Let me count the ways this one is a crock. It's not as though the 1990s are exactly lost in the mists of time here. Children
Instead of the usual 5-4 split, the U.S. Supreme Court – in a 6-3 decision – declared it unconstitutional to execute mentally retarded people in the United States. Prior to this ruling, the U.S. was among a handful of “rogue nations” in the world executing the mentally retarded. On February 19, 1999, Ohio executed the brain-damaged and mentally retarded Wilford Berry after he refused to defend himself. Attorney General Betty Montgomery fought hard to kill the so-called “volunteer” despite charges by Amnesty International and other human rights groups that it violated international law. Death penalty opponents predict that the U.S. policy of killing the mentally ill and juveniles are the next to fall. The U.S. is the only Western industrial democracy that practices the death penalty.
Your abolition wardrobe is now available via the web, thanks to Bexley’s own national crusader for alternatives to the death penalty, Abe Bonowitz. His catalog of T-shirts, caps, buttons and bumper stickers can be found on the website for his organization, Citizens United for Alternative to the Death Penalty, www.cuadp.org. Prices are very reasonable and may help the organization stay alive. If you are in the Cleveland area, you may have seen the story and photo about Abolition-Wear in the June 9 Cleveland Plain Dealer Sunday Magazine. Their photo caption read, “Order your fashion statement before Ohio’s next execution on August 27.” Please help Abe gather original copies of the CPD Sunday Magazine: Send to: CUADP, PMB 297, 177 US Highway #1, Tequesta, FL 33469.

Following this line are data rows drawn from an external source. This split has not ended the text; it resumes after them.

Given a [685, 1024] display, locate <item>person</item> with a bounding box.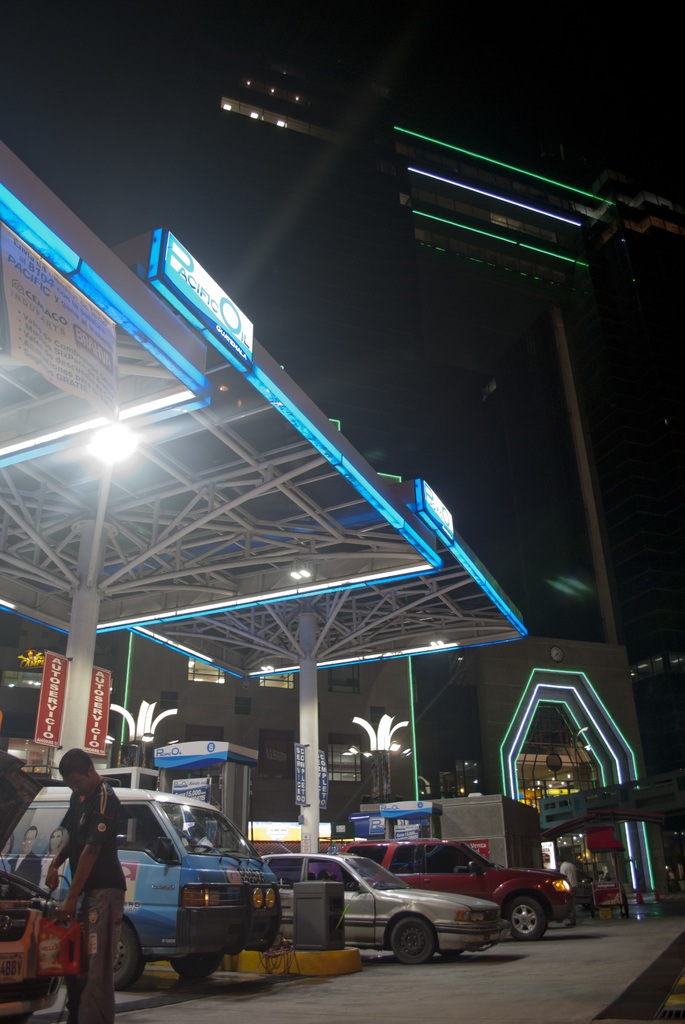
Located: bbox=[38, 749, 129, 993].
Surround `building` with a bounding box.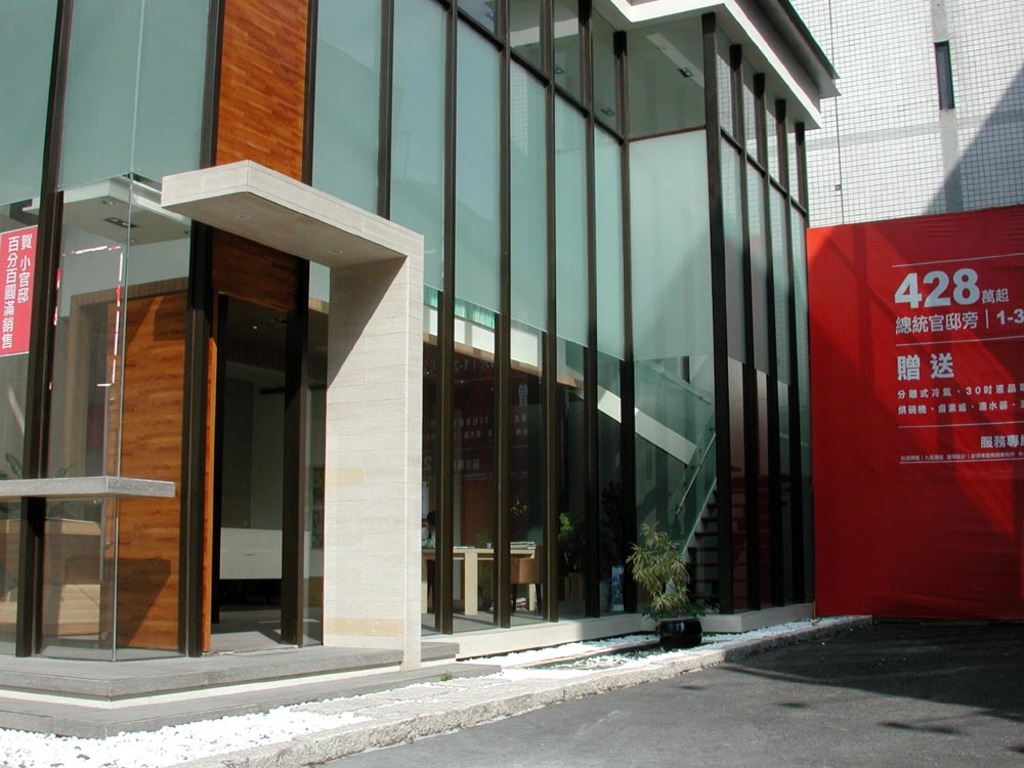
<box>0,0,840,750</box>.
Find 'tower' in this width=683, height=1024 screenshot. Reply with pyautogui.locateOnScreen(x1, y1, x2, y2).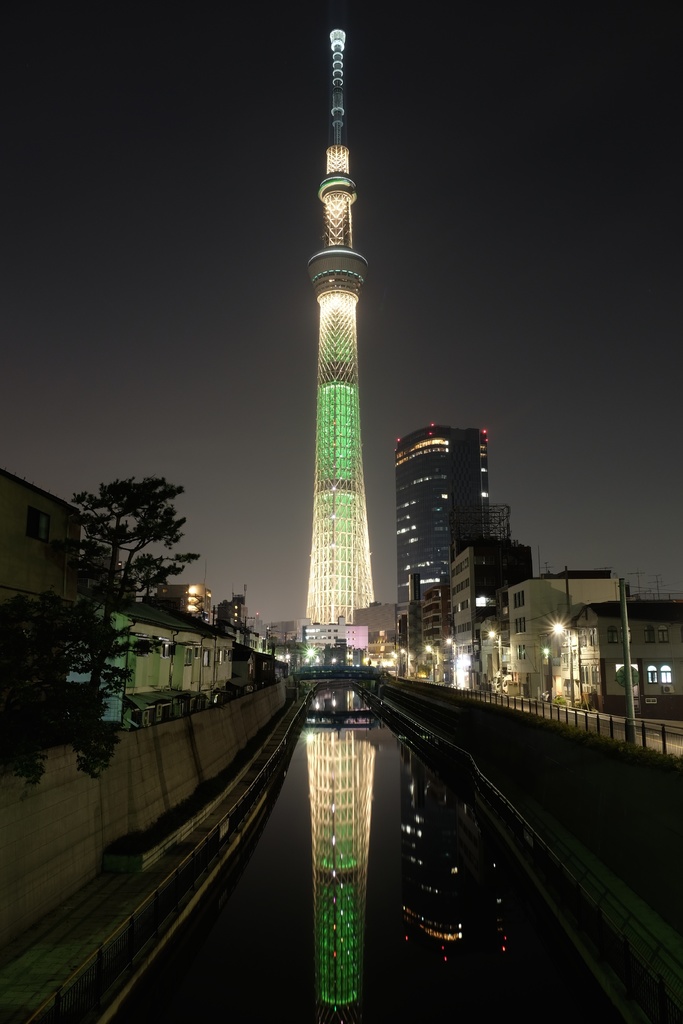
pyautogui.locateOnScreen(274, 82, 396, 664).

Free Press writers Bob Fitrakis and Marty Yant won a First Place award from the Ohio Society of Professional Journalists for their coverage of the John Byrd death penalty case in Columbus Alive. They are currently working on a book about Byrd.
Just like Resident Bush interchanges the arch-enemies Osama bin Laden and Saddam Hussein, the former representing pan-Islamic fundamentalism and the latter pan-Arab secularism, the U.S. government’s campaign against terrorism relies on the slogan: “Any Arab will do.” In the government’s unending quest to track down the CIA’s former Al Qaeda assets, they’ve apparently gone to randomly picking up any Arab national who is a political activist. Federal authorities arrested Ahmed Benzouda on May 30 at his Urbana, Illinois apartment. Benzouda is a Moroccan citizen, just graduated from the University of Illinois’ Urbana-Champaign campus, and was in the country on a student visa set to expire in August 2002. While at the campus, Benzouda, a secular anti-authoritarian, anti-Islamic activist, participated in the Israel divestment campaign and Palestinian solidarity events.
Central Ohio Pastors for Peace and Worldwide Humanitarian Aid is putting together a 40 foot container to add to a caravan for El Salvador leaving this fall. The special requests are for medicines such as: antibiotics, vitamins, antiparasites, oftamologic medicines, antidiarretics, blood pressure medicine, bandages, gloves, syringes and disinfectants.

The Fairfield County Department of Health has already donated a complete medical clinic to the cause. Other items needed are: school supplies, sports equipment and an ambulance.

In July a U.S./Cuba Friendshipment leaves Columbus on the 8th with bicycles, sports equipment, computers, medical and dental supplies. Worldwide Humanitarian Aid is also sponsoring a shipment to Armenia, for 200 youth through the Sisters of Immaculate Conception Summer Camp, Our Lady of Armenia. Needs are:

Immodium, antibiotics, Tylenol, aspirin, topical antibiotic creams, antiseptics and general first aid supplies.